Tobacco Advertising: Safer cigarettes plan 'abandoned'
SAFER cigarettes could have been sold in the US by the subsidiary of a British tobacco company, but were not because they would make regular cigarettes look bad, according to company documents obtained by the New York Times.
In the early 1960s, the Brown & Williamson Tobacco Corporation, a subsidiary of the London-based British American Tobacco Plc, came up with the idea of heating, rather than burning, tobacco, thus avoiding many of the hazardous substances.
They tested it in a secret cigarette named Ariel. A prototype was made and granted a patent, but never sold, according to the documents. Much of the research into safer cigarettes was done at the company's British laboratories.
The company felt smokers would find the cigarette less satisfying, so did not sell it. Another cigarette manufacturer, R J Reynolds, introduced its own version of the safer cigarette, Premier. It also used the idea of heating rather than burning the tobacco, but it was not favoured by consumers and was withdrawn from the market.
Yesterday, Thomas Fitzgerald, a spokesman for Brown & Williamson, told the New York Times that the company had no comment to make on an inquiry apparently based on information from documents that had been 'stolen' from the offices of its lawyers.
According to the documents, the Ariel cigarette would have greatly reduced the cancer-causing agents in a cigarette, but exactly how this would occur was not specified. In addition to being less harmful to the smoker, it would also have reduced the amount of second-hand smoke.
The family of a man who died of lung cancer is suing the tobacco industry for dollars 650m (pounds 436m) alleging second-hand smoke caused his death. The suit alleges that Burl Butler, a non-smoker, contracted cancer after inhaling tobacco smoke at the barber shop he ran for 35 years in Laurel, Mississippi.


* Work to be completed
Search the data for the word "Image" and copy every line that contains it.

- - - -

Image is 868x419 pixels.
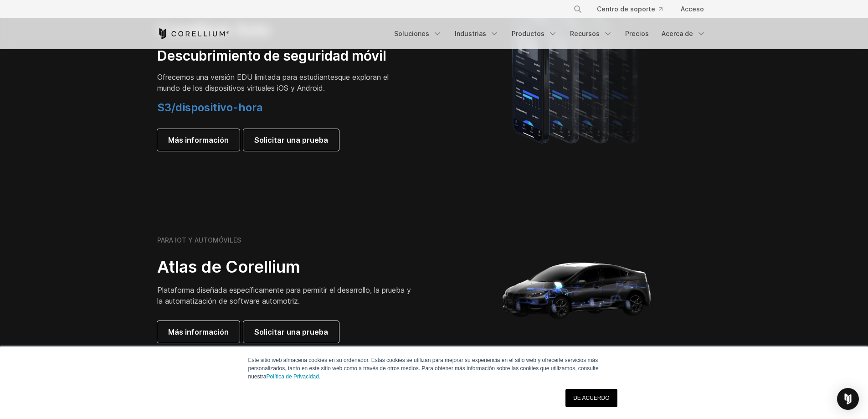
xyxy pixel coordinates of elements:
[157,73,338,82] font: Ofrecemos una versión EDU limitada para estudiantes
[243,321,339,343] a: Solicitar una prueba
[512,30,545,37] font: Productos
[168,135,229,145] font: Más información
[266,374,321,380] a: Política de Privacidad.
[254,135,328,145] font: Solicitar una prueba
[573,395,610,402] font: DE ACUERDO
[157,285,411,306] font: Plataforma diseñada específicamente para permitir el desarrollo, la prueba y la automatización de...
[168,328,229,336] font: Más información
[243,129,339,151] a: Solicitar una prueba
[837,388,859,410] div: Open Intercom Messenger
[394,30,429,37] font: Soluciones
[157,129,240,151] a: Más información
[157,257,300,277] font: Atlas de Corellium
[157,237,241,244] font: PARA IOT Y AUTOMÓVILES
[389,26,711,42] div: Menú de navegación
[157,48,387,64] font: Descubrimiento de seguridad móvil
[248,357,599,380] font: Este sitio web almacena cookies en su ordenador. Estas cookies se utilizan para mejorar su experi...
[662,30,693,37] font: Acerca de
[487,198,669,381] img: Atlas de héroes de Corellium
[157,321,240,343] a: Más información
[157,28,230,40] a: Página de inicio de Corellium
[563,1,711,17] div: Menú de navegación
[570,30,600,37] font: Recursos
[681,5,704,13] font: Acceso
[455,30,487,37] font: Industrias
[566,389,617,407] a: DE ACUERDO
[570,1,586,17] button: Buscar
[597,5,655,13] font: Centro de soporte
[254,328,328,336] font: Solicitar una prueba
[625,30,649,37] font: Precios
[157,101,263,114] font: $3/dispositivo-hora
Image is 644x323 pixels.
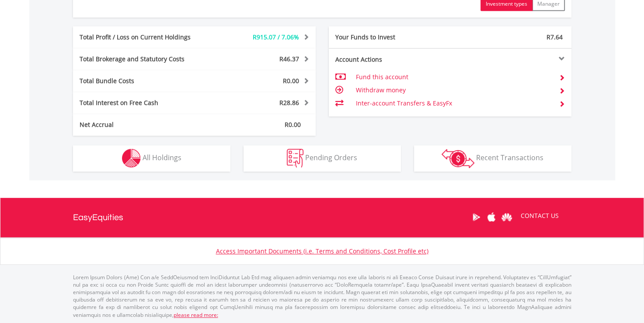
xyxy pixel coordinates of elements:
img: pending_instructions-wht.png [287,148,303,167]
div: Your Funds to Invest [329,33,450,41]
a: EasyEquities [73,198,123,237]
div: Net Accrual [73,120,215,129]
a: Huawei [499,203,515,230]
span: R7.64 [546,33,563,41]
span: Pending Orders [305,153,357,162]
p: Lorem Ipsum Dolors (Ame) Con a/e SeddOeiusmod tem InciDiduntut Lab Etd mag aliquaen admin veniamq... [73,273,571,318]
span: All Holdings [142,153,182,162]
div: Total Interest on Free Cash [73,99,215,107]
span: R0.00 [283,76,299,85]
div: Total Profit / Loss on Current Holdings [73,33,215,41]
button: Recent Transactions [414,145,571,171]
img: transactions-zar-wht.png [441,148,474,168]
button: All Holdings [73,145,230,171]
td: Fund this account [355,70,552,83]
button: Pending Orders [243,145,401,171]
span: R28.86 [279,99,299,106]
a: CONTACT US [515,203,564,228]
td: Inter-account Transfers & EasyFx [355,97,552,110]
td: Withdraw money [355,83,552,97]
span: Recent Transactions [476,153,543,162]
a: Google Play [468,203,484,230]
img: holdings-wht.png [122,148,140,167]
div: Account Actions [329,55,450,63]
div: Total Brokerage and Statutory Costs [73,55,215,63]
div: Total Bundle Costs [73,76,215,85]
span: R46.37 [279,55,299,63]
a: Access Important Documents (i.e. Terms and Conditions, Cost Profile etc) [216,247,428,254]
span: R0.00 [284,120,301,129]
a: please read more: [174,311,218,318]
a: Apple [484,203,499,230]
span: R915.07 / 7.06% [253,33,299,41]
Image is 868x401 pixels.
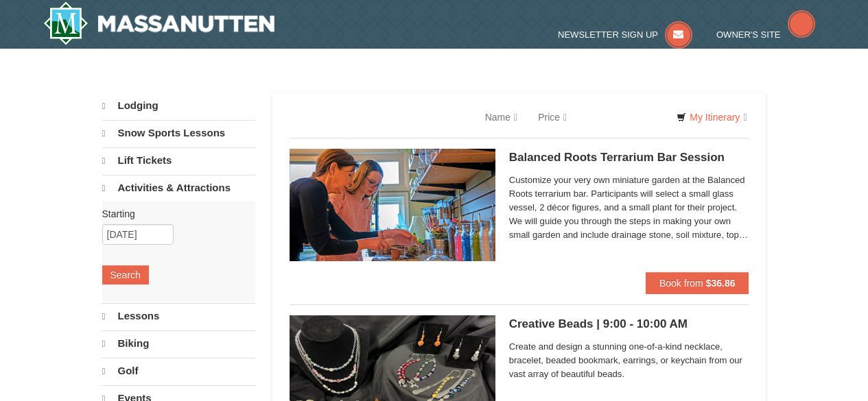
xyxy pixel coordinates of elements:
[706,278,735,289] strong: $36.86
[528,104,577,131] a: Price
[716,29,815,40] a: Owner's Site
[509,318,749,331] h5: Creative Beads | 9:00 - 10:00 AM
[102,358,255,383] a: Golf
[646,272,749,294] button: Book from $36.86
[474,104,528,131] a: Name
[102,207,245,221] label: Starting
[558,29,692,40] a: Newsletter Sign Up
[509,340,749,381] span: Create and design a stunning one-of-a-kind necklace, bracelet, beaded bookmark, earrings, or keyc...
[102,175,255,200] a: Activities & Attractions
[659,278,703,289] span: Book from
[290,149,495,261] img: 18871151-30-393e4332.jpg
[509,151,749,165] h5: Balanced Roots Terrarium Bar Session
[102,265,149,285] button: Search
[716,29,780,40] span: Owner's Site
[102,330,255,356] a: Biking
[44,1,275,46] img: Massanutten Resort Logo
[44,1,275,46] a: Massanutten Resort
[102,93,255,118] a: Lodging
[667,107,755,128] a: My Itinerary
[102,120,255,146] a: Snow Sports Lessons
[102,303,255,329] a: Lessons
[509,173,749,242] span: Customize your very own miniature garden at the Balanced Roots terrarium bar. Participants will s...
[102,147,255,173] a: Lift Tickets
[558,29,657,40] span: Newsletter Sign Up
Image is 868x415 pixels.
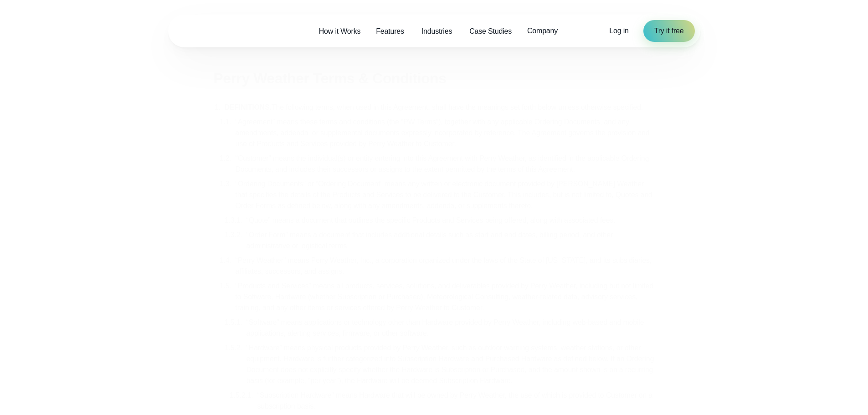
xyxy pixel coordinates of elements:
span: How it Works [319,26,361,37]
a: How it Works [311,22,368,41]
span: Features [376,26,404,37]
a: Try it free [643,20,695,42]
a: Log in [609,26,629,36]
span: Case Studies [469,26,512,37]
span: Log in [609,27,629,35]
a: Case Studies [461,22,520,41]
span: Try it free [654,26,684,36]
span: Company [527,26,558,36]
span: Industries [421,26,452,37]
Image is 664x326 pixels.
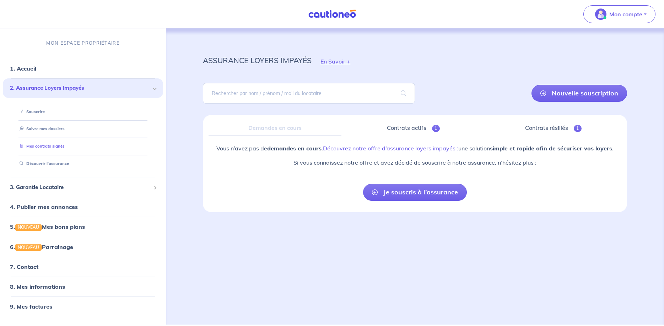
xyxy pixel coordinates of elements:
[3,200,163,214] div: 4. Publier mes annonces
[3,240,163,254] div: 6.NOUVEAUParrainage
[10,264,38,271] a: 7. Contact
[531,85,627,102] a: Nouvelle souscription
[347,121,479,136] a: Contrats actifs1
[216,144,613,153] p: Vous n’avez pas de . une solution .
[10,223,85,231] a: 5.NOUVEAUMes bons plans
[17,144,65,149] a: Mes contrats signés
[595,9,606,20] img: illu_account_valid_menu.svg
[11,141,154,152] div: Mes contrats signés
[311,51,359,72] button: En Savoir +
[574,125,582,132] span: 1
[432,125,440,132] span: 1
[363,184,467,201] a: Je souscris à l’assurance
[323,145,458,152] a: Découvrez notre offre d’assurance loyers impayés :
[11,123,154,135] div: Suivre mes dossiers
[203,54,311,67] p: assurance loyers impayés
[17,126,65,131] a: Suivre mes dossiers
[10,283,65,291] a: 8. Mes informations
[17,109,45,114] a: Souscrire
[203,83,415,104] input: Rechercher par nom / prénom / mail du locataire
[3,61,163,76] div: 1. Accueil
[3,260,163,274] div: 7. Contact
[216,158,613,167] p: Si vous connaissez notre offre et avez décidé de souscrire à notre assurance, n’hésitez plus :
[3,300,163,314] div: 9. Mes factures
[3,220,163,234] div: 5.NOUVEAUMes bons plans
[3,181,163,195] div: 3. Garantie Locataire
[3,280,163,294] div: 8. Mes informations
[17,161,69,166] a: Découvrir l'assurance
[485,121,621,136] a: Contrats résiliés1
[3,78,163,98] div: 2. Assurance Loyers Impayés
[11,158,154,170] div: Découvrir l'assurance
[10,65,36,72] a: 1. Accueil
[10,184,151,192] span: 3. Garantie Locataire
[490,145,612,152] strong: simple et rapide afin de sécuriser vos loyers
[10,303,52,310] a: 9. Mes factures
[305,10,359,18] img: Cautioneo
[609,10,642,18] p: Mon compte
[583,5,655,23] button: illu_account_valid_menu.svgMon compte
[10,204,78,211] a: 4. Publier mes annonces
[10,84,151,92] span: 2. Assurance Loyers Impayés
[10,243,73,250] a: 6.NOUVEAUParrainage
[392,83,415,103] span: search
[11,106,154,118] div: Souscrire
[267,145,321,152] strong: demandes en cours
[46,40,119,47] p: MON ESPACE PROPRIÉTAIRE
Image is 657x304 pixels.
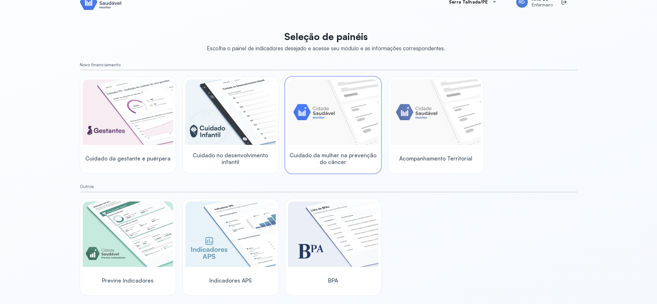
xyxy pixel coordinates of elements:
span: Cuidado da gestante e puérpera [85,155,171,162]
span: Cuidado no desenvolvimento infantil [185,152,276,166]
small: Novo financiamento [80,62,577,68]
div: Escolha o painel de indicadores desejado e acesse seu módulo e as informações correspondentes. [207,45,445,52]
img: aps-indicators.png [185,202,276,267]
img: pregnants.png [83,79,173,145]
span: Indicadores APS [209,277,252,284]
span: BPA [328,277,338,284]
span: Previne Indicadores [102,277,154,284]
img: placeholder-module-ilustration.png [390,79,481,145]
img: child-development.png [185,79,276,145]
img: bpa.png [288,202,378,267]
img: placeholder-module-ilustration.png [288,79,378,145]
p: Seleção de painéis [207,31,445,42]
small: Outros [80,184,577,189]
span: Enfermeiro [531,2,553,8]
span: Cuidado da mulher na prevenção do câncer [288,152,378,166]
span: Acompanhamento Territorial [399,155,472,162]
img: previne-brasil.png [83,202,173,267]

- - - -

* Task answer
Image is 868x419 pixels.
Image is 644x323 pixels.
Image is 868x401 pixels.
Image is 868x415 pixels.
Image is 664x326 pixels.
Image is 657x304 pixels.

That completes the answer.